St. Luke’s welcomes Dr. Paul Peterson

Neurologist Dr. Paul Peterson has joined St. Luke’s Stroke Center, where he will provide emergent, hospital and clinical care to stroke patients.

Peterson

Dr. Peterson earned his medical degree from the University of Texas Medical Branch, Galveston. He completed a residency in emergency medicine at San Antionio Uniformed Services Health Education Consortium in Texas. He also did a residency in neurology at Duke University Health System, Durham, North Carolina.

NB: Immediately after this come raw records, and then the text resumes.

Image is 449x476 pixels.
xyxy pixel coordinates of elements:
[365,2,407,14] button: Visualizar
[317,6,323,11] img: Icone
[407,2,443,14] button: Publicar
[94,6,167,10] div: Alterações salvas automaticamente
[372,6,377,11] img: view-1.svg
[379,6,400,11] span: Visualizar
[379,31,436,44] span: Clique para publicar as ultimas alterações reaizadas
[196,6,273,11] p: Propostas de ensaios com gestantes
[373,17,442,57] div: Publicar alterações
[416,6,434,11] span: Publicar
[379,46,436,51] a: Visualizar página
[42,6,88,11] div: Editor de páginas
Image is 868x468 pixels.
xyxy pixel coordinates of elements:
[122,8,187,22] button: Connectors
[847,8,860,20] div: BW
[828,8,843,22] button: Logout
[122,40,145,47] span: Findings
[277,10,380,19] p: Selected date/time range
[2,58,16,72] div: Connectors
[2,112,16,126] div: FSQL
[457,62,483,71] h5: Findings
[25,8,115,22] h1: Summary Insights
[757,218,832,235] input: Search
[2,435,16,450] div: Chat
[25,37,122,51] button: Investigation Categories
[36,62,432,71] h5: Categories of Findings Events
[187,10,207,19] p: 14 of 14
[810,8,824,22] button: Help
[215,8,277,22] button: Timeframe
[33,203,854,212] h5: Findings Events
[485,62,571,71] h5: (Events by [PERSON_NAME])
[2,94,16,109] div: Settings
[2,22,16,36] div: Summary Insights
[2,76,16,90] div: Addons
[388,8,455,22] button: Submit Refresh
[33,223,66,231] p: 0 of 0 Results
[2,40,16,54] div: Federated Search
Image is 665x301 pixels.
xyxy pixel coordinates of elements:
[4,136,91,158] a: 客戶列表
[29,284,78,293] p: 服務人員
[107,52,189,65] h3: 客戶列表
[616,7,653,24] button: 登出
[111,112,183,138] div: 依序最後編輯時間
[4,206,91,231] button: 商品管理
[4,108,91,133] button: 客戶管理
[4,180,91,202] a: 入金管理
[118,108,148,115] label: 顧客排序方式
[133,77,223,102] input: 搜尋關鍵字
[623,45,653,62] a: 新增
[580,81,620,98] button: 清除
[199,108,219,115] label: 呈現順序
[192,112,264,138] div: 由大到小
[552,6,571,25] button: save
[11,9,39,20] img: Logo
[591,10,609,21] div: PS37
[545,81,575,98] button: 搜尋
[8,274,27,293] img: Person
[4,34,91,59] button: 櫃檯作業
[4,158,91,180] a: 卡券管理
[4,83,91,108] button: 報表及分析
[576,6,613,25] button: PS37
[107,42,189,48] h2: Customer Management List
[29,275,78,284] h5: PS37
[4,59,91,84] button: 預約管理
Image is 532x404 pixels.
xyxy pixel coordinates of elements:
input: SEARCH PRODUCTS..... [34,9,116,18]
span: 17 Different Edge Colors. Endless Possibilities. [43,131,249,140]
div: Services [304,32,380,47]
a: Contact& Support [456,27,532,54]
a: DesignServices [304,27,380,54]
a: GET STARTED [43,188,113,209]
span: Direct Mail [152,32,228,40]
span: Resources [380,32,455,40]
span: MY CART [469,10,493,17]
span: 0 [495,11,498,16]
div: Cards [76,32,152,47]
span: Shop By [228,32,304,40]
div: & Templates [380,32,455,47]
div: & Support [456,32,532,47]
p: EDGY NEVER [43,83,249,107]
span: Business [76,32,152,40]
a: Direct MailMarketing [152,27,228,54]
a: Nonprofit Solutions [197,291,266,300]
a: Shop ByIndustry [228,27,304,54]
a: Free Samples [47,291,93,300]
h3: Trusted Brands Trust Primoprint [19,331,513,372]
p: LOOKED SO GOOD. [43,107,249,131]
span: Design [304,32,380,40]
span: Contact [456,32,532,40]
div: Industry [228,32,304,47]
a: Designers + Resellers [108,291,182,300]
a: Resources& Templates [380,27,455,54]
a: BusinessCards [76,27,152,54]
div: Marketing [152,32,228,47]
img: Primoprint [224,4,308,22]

In addition, he did a categorical internship in internal medicine at Wilford Hall Medical Center, San Antonio, Texas. Dr. Peterson is board certified by the American Board of Psychiatry and Neurology, the American Board of Emergency Medicine and the United Council for Neurologic Subspecialties.

Comments

Latest

Opinion: The newspaper industry doesn't have a revenue problem. It has a leadership problem.

Opinion: The newspaper industry doesn't have a revenue problem. It has a leadership problem.

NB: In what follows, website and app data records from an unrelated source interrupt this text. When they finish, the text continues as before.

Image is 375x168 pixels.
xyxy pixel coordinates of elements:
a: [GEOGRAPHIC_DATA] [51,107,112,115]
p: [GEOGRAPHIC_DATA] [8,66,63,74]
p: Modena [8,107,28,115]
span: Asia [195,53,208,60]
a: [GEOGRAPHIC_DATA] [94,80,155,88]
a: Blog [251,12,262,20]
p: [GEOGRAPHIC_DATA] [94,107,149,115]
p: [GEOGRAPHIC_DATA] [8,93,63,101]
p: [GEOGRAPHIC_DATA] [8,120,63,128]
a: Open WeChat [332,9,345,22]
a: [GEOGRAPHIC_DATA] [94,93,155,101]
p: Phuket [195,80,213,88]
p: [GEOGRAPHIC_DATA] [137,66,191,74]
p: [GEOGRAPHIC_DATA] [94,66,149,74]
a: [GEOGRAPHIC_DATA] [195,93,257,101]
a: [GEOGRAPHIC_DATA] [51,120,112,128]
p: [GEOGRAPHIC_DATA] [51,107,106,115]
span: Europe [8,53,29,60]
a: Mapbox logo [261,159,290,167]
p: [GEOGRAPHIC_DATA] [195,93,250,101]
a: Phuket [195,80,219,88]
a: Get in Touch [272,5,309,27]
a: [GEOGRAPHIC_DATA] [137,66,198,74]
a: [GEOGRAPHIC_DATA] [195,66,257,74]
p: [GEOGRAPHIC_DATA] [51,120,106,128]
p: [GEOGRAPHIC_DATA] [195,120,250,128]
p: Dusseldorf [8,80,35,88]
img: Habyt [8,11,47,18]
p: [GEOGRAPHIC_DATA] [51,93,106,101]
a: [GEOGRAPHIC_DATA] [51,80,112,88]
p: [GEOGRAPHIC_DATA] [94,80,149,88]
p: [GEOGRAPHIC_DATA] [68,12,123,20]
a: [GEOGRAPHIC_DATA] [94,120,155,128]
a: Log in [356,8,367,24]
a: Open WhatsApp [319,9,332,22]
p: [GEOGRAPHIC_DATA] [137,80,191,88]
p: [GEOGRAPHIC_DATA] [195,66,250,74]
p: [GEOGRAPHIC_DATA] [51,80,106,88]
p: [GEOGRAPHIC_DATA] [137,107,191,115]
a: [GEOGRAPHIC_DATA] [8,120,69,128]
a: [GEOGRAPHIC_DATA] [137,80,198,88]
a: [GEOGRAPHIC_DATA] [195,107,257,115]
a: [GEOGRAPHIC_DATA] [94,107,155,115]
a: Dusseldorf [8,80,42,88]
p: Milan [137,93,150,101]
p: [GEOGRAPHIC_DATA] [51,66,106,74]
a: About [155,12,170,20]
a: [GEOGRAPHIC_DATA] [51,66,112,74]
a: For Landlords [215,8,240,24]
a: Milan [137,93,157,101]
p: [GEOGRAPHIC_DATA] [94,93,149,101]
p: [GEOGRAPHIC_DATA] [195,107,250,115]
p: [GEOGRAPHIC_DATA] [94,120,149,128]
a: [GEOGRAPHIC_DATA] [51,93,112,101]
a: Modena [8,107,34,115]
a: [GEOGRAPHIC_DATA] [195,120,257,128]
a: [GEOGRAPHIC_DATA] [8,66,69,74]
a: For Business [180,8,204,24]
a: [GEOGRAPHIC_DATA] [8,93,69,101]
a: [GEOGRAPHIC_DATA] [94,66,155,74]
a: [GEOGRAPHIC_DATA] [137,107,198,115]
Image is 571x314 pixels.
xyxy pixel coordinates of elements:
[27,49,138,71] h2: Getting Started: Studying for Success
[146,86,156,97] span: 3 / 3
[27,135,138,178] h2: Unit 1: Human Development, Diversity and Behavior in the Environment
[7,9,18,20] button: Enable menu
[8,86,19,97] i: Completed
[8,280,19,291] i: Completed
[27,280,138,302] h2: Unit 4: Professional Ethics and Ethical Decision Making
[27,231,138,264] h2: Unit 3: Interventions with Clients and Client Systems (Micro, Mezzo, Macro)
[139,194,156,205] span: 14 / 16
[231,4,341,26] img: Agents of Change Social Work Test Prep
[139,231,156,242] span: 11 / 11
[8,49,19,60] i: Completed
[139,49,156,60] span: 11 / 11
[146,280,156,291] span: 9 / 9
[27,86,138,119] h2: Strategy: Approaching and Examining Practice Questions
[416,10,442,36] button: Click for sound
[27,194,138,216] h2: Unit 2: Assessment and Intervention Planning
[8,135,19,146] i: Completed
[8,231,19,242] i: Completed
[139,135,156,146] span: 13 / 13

The newspaper industry has spent so much time discussing declining circulation, shrinking advertising revenue, rising production costs and digital disruption that it has largely avoided confronting a far more uncomfortable reality. The greatest threat facing many newspapers today is not the internet, social media, artificial intelligence or even changing reader

Members Public

AF1 Notebook: Nashville blitzes Minnesota

CLARKSVILLE, Tenn. — Tyler Kulka threw four touchdown passes Saturday night as the Nashville Kats defeated the Minnesota Monsters 48-21 in an Arena Football One game at F&M Bank Arena. Kulka completed 21 of 30 passes for 234 yards as Nashville improved to 7-1. The Kats also

Members Public

Opinion: Why Duluth needs the News Tribune

I have long believed that communities are only as strong as their local newspaper. Today, I would expand that thought slightly: communities are only as strong as their commitment to local journalism. The future of the Duluth News Tribune matters because the future of local journalism matters.